Page 486 - O woman ! in our hours of ease, Uncertain, coy, and hard to please, And variable as the shade By the light quivering aspen made ; When pain and anguish wring the brow, A ministering angel thou...
Page 692 - twould a saint provoke," (Were the last words that poor Narcissa spoke ;} " No, let a charming chintz and Brussels lace Wrap my cold limbs, and shade my lifeless face : One would not, sure, be frightful when one's dead — And — Betty — give this cheek a little red.
Page 691 - Like Cato, give his little senate laws, And sit attentive to his own applause ; While wits and templars every sentence raise, And wonder with a foolish face of praise — Who but must laugh if such a man there be ? Who would not weep, if Atticus were he...
Page 162 - For us was thy back so bent, for us were thy straight limbs and fingers so deformed; thou wert our conscript, on whom the lot fell, and fighting our battles wert so marred.
Page 685 - In the first rank of these did Zimri stand; A man so various, that he seem'd to be Not one, but all mankind's epitome: Stiff in opinions, always in the wrong; Was everything by starts, and nothing long; But, in the course of one revolving moon, Was chymist, fiddler, statesman, and buffoon: Then all for women, painting, rhyming, drinking. Besides ten thousand freaks that died in thinking.

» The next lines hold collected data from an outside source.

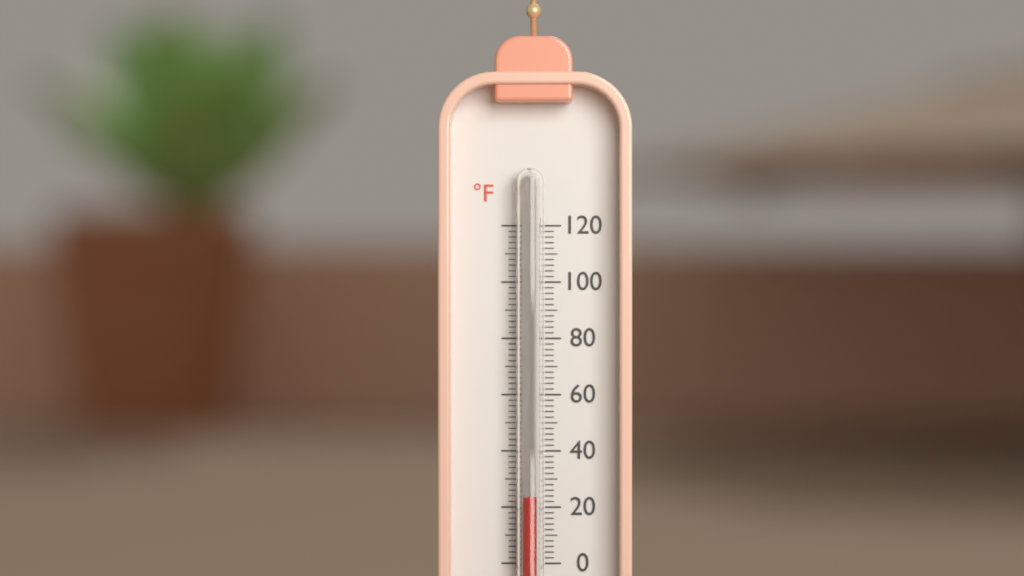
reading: 24 °F
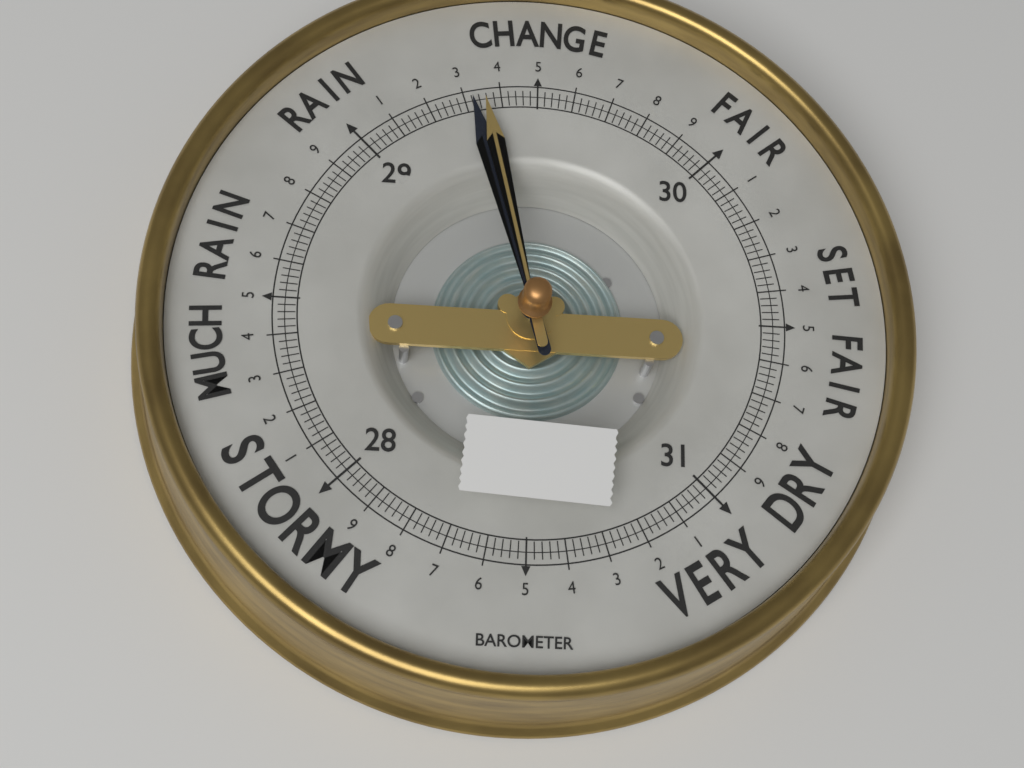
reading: 29.32 (no unit)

Page 800 - A cry that shiver'd to the tingling stars, And, as it were one voice, an agony Of lamentation, like a wind, that shrills All night in a waste land, where no one comes, Or hath come, since the making of the world. Then murmur'd Arthur, " Place me in the barge,
Page 456 - This was the noblest Roman of them all; All the conspirators save only he Did that they did in envy of great Caesar; He only, in a general honest thought, And common good to all, made one of them. His life was gentle, and the elements So mix'd in him that Nature might stand up And say to all the world, 'This was a man!
Page 328 - The stars shall fade away, the sun himself Grow dim with age, and Nature sink in years, But thou shalt flourish in immortal youth, Unhurt amidst the war of elements, The wreck of matter, and the crush of worlds.
Page 284 - OFTEN I think of the beautiful town That is seated by the sea ; Often in thought go up and down The pleasant streets of that dear old town, And my youth comes back to me. And a verse of a Lapland song Is haunting my memory still : " A boy's will is the wind's will, And the thoughts of youth are long, long thoughts.